24 November 2014

Mile High Times Have Changed

You know that you have won the cultural battle, if not the entire war on drugs, when a blog promoted by the Denver Post, the leading daily newspaper in Colorado, is offering a video recipe at its website, on how to make marijuana infused pumpkin pie for Thanksgiving.

Some of the families enjoying their Thanksgiving dinners will be same sex couples married this fall, for the first time it has been legally possible to do so, under Colorado law.  Numerous leading politicians in recent Colorado history, including one of our seven sitting Congressmen, are openly gay.

Neither gay rights nor marijuana legalization turned out to be important issues in the 2014 election in the end, and Coloradans once again overwhelmingly defeated an anti-abortion ballot issue, just as it had several times in past elections, despite the fact that they voted a U.S. Senate candidate who had strongly supported similar measures in the past.

Yet, despite these liberal social issues stances that would have been unthinkable when I graduated from high school, it is also worth noting that Colorado, overall, is not a particularly liberal state in terms of partisan politics.  Instead, Colorado is the quintessential purple state right now.

Colorado was the swing state in the 2012 Presidential election that put President Obama in office by a narrow margin.

This year, Colorado simultaneously elected Republicans to statewide office as U.S. Senator, Secretary of State, State Treasurer and Colorado Attorney General, and gave Republicans narrow control of the state senate and state congressional delegation, while re-electing a popular Democratic governor and giving Democrats narrow control of the state house.  Six statewide partisan election measurements went to the GOP, while two went to the Democrats.

All were reasonably close.  Fewer than 900 votes in one Adams County State Senate District decided control of the State Senate in an election where roughly 2,000,000 votes were cast statewide.  With the higher turnout of a Presidential election year, some of those eight statewide partisan tests might have gone the other way.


• [Problem details]: Whenever a line in the data holds the string "label", pull that line out.

• [Exercise input]:
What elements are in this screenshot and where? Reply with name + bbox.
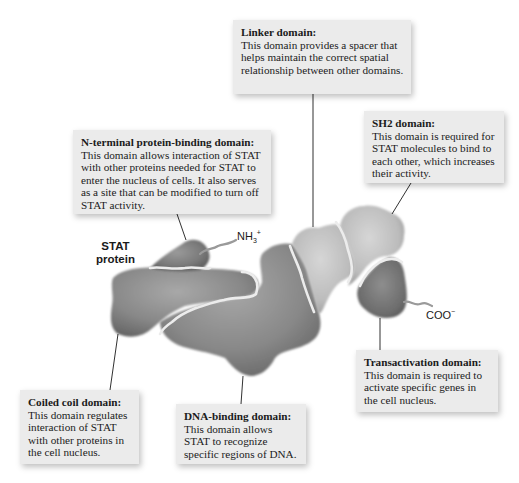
callout-linker-domain: Linker domain: This domain provides a sp… bbox=[233, 20, 411, 94]
stat-protein-label-line2: protein bbox=[96, 253, 135, 265]
c-terminus-label-base: COO bbox=[426, 309, 451, 321]
c-terminus-label: COO− bbox=[426, 308, 455, 321]
n-terminus-label-base: NH bbox=[237, 230, 253, 242]
callout-title: Coiled coil domain: bbox=[28, 396, 132, 409]
callout-body: This domain regulates interaction of STA… bbox=[28, 409, 132, 459]
stat-protein-label-line1: STAT bbox=[101, 240, 129, 252]
callout-body: This domain provides a spacer that helps… bbox=[241, 39, 404, 77]
leader-dna-binding bbox=[241, 376, 243, 404]
callout-title: DNA-binding domain: bbox=[184, 410, 299, 423]
leader-n-terminal bbox=[177, 214, 186, 240]
n-terminus-label-sub: 3 bbox=[253, 237, 257, 244]
callout-sh2-domain: SH2 domain: This domain is required for … bbox=[364, 111, 504, 183]
callout-transactivation-domain: Transactivation domain: This domain is r… bbox=[356, 350, 498, 412]
n-terminus-label: NH3+ bbox=[237, 229, 261, 244]
callout-coiled-coil-domain: Coiled coil domain: This domain regulate… bbox=[20, 390, 139, 464]
stat-protein-label: STAT protein bbox=[96, 240, 135, 266]
callout-dna-binding-domain: DNA-binding domain: This domain allows S… bbox=[176, 404, 306, 464]
c-terminus-tail bbox=[404, 302, 432, 306]
callout-title: Linker domain: bbox=[241, 26, 404, 39]
callout-body: This domain allows STAT to recognize spe… bbox=[184, 423, 299, 461]
callout-body: This domain allows interaction of STAT w… bbox=[81, 149, 264, 212]
callout-title: SH2 domain: bbox=[372, 117, 497, 130]
leader-coiled-coil bbox=[110, 334, 118, 390]
leader-sh2 bbox=[392, 183, 411, 214]
callout-body: This domain is required for STAT molecul… bbox=[372, 130, 497, 180]
callout-title: N-terminal protein-binding domain: bbox=[81, 136, 264, 149]
callout-body: This domain is required to activate spec… bbox=[364, 369, 491, 407]
boundary-nterm-coiled bbox=[150, 267, 210, 268]
callout-n-terminal-domain: N-terminal protein-binding domain: This … bbox=[73, 130, 271, 214]
n-terminus-label-sup: + bbox=[257, 229, 261, 236]
c-terminus-label-sup: − bbox=[451, 308, 455, 315]
callout-title: Transactivation domain: bbox=[364, 356, 491, 369]
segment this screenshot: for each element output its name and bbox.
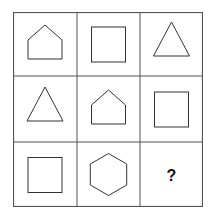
pentagon-shape	[28, 25, 62, 59]
pentagon-shape	[92, 90, 126, 124]
puzzle-grid: ?	[13, 12, 203, 207]
square-shape	[28, 158, 62, 193]
triangle-shape	[154, 22, 190, 56]
square-shape	[92, 27, 126, 62]
square-shape	[155, 92, 189, 127]
triangle-shape	[27, 87, 63, 121]
hexagon-shape	[90, 154, 126, 196]
puzzle-svg: ?	[13, 12, 203, 207]
missing-answer-mark: ?	[167, 167, 177, 184]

• [Response to the exercise]:
stat-protein-label-line2: protein bbox=[96, 253, 135, 265]
c-terminus-label-base: COO bbox=[426, 309, 451, 321]
c-terminus-label: COO− bbox=[426, 308, 455, 321]
n-terminus-label-base: NH bbox=[237, 230, 253, 242]
stat-protein-label-line1: STAT bbox=[101, 240, 129, 252]
n-terminus-label-sub: 3 bbox=[253, 237, 257, 244]
n-terminus-label: NH3+ bbox=[237, 229, 261, 244]
stat-protein-label: STAT protein bbox=[96, 240, 135, 266]
n-terminus-label-sup: + bbox=[257, 229, 261, 236]
c-terminus-label-sup: − bbox=[451, 308, 455, 315]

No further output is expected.